The HBS essay gives you space for ~3 extended examples/stories about the key life (i.e., not just career or academics or even extracurricular) experiences. An essay structured around extended explorations of these key life inflection points from different aspects of your life (personal, professional or community) can be powerful. Often a theme or narrative thread of growth connects these examples and become the theme that unites the essay. Of course, you need not structure your essay around such extended examples; taking well-reasoned creative risks with HBS’s essay is worthwhile if done well as long as you make sure to balance personal self-disclosure and evolving self-knowledge over time with concrete examples showing you applying your ‘life learnings’ in the real world.

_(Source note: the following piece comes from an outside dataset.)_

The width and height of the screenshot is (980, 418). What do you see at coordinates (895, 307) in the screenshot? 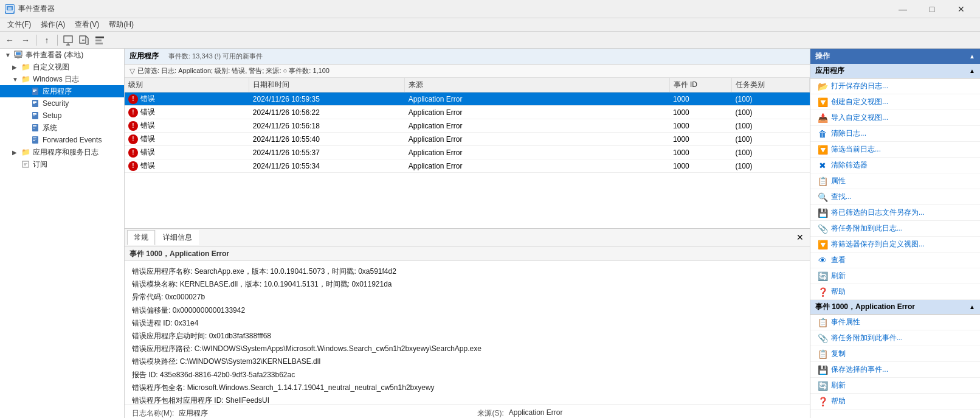
I see `right-event-subheader: 事件 1000，Application Error ▲` at bounding box center [895, 307].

If you take the ‘extended example’ approach, don’t describe these experiences as accomplishments per se bulging with technical or procedural detail. Focus not on the ‘what’ (HBS can usually learn that elsewhere in your app) but on the ‘why’ and the leadership/EQ/self-knowledge that grew out of the experience. What were your challenges, how did you overcome them, what frustrated/surprised you, how did you feel, what did you learn, how did people help you or resist you? Show the reader how each of these 3-4 experiences (if you take the ‘extended example’ approach) showed you something new about yourself or life. Use transitions and lessons-learned sentences to explain the thread, logic or evolving theme that connects the 3 experiences. Capture the admissions reader with your spirit, your growth, your evolution from the self-focused person we tend to be when young to the world-focused person good leaders often are. Remember that while HBS values self-awareness they value leadership, decision-making chops, and impact in the world even more. An essay that consists entirely of introspection with no evidence that you applied your introspection in the world will hurt you.

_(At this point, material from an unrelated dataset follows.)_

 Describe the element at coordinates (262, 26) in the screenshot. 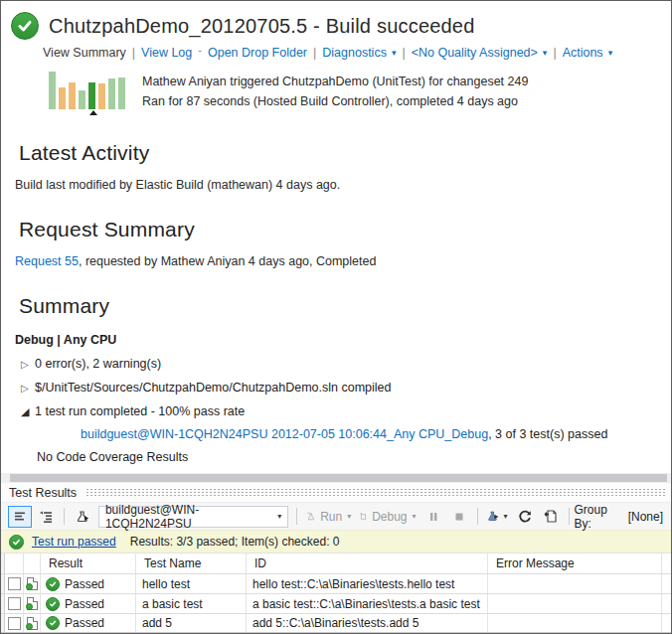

Perhaps start the essay with 1-2 paragraphs about your childhood to establish your roots/key influences, but only to the extent that these paragraphs relate to your theme.  Write with openness and personality (engaging, even funny) but be sure every sentence and example is serving the theme. Don’t give HBS an all-inclusive autobiography or resume-in-prose; stick to your theme like a laser. Don’t use canned ‘save the world’ language (e.g., “a cause I cared about in a country that is deeply close to my heart.” Whether sincere or not, such language sounds generic and inauthentic). Don’t let HBS conclude that you are accomplished because you were raised to be a super-achiever; show how your success is driven by your theme and connects back to your roots/formative life experiences. Show (use vivid examples/stories in which you walk the reader through your thoughts and interpersonal behavior in key moments in your life), Don’t Tell (“I grew into a highly extroverted programmer with a very strong technical background AND great interpersonal skills”).

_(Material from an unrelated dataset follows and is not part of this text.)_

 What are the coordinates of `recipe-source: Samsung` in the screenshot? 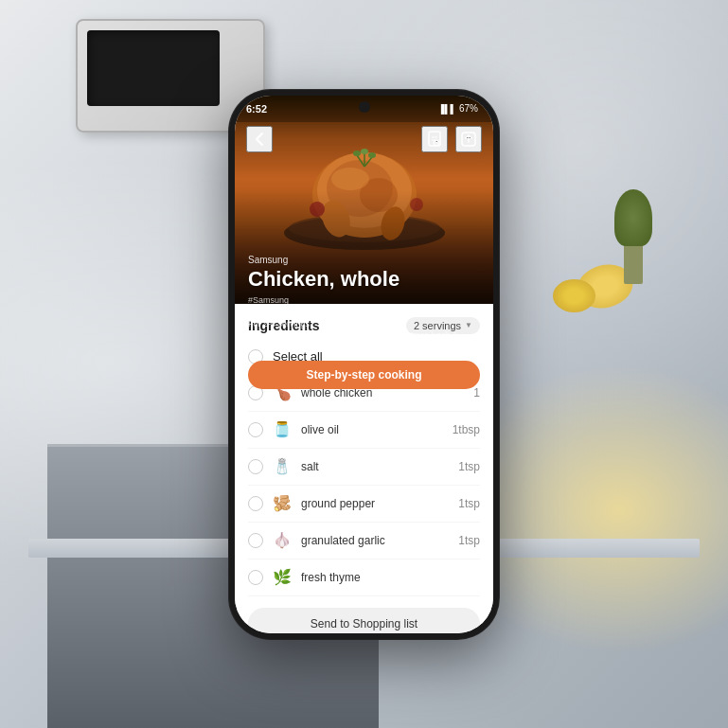 It's located at (364, 259).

The HBS essay can/may end with a very brief forward-looking statement about what you hope to accomplish in the future (should be natural/logical extension of the innovation they’ve seen in the essays’ examples) and what about HBS makes it the best place to gear up to realize your goal. But note that Harvard’s Chad Losee has said that while every applicant assumes s/he must end the essay in this way, you should only do so if it seems natural vis-a-vis the rest of the essay. Don’t dilute your essay’s carefully built momentum and force with a Goals / Why HBS section that feels tacked-on, boring, or generic.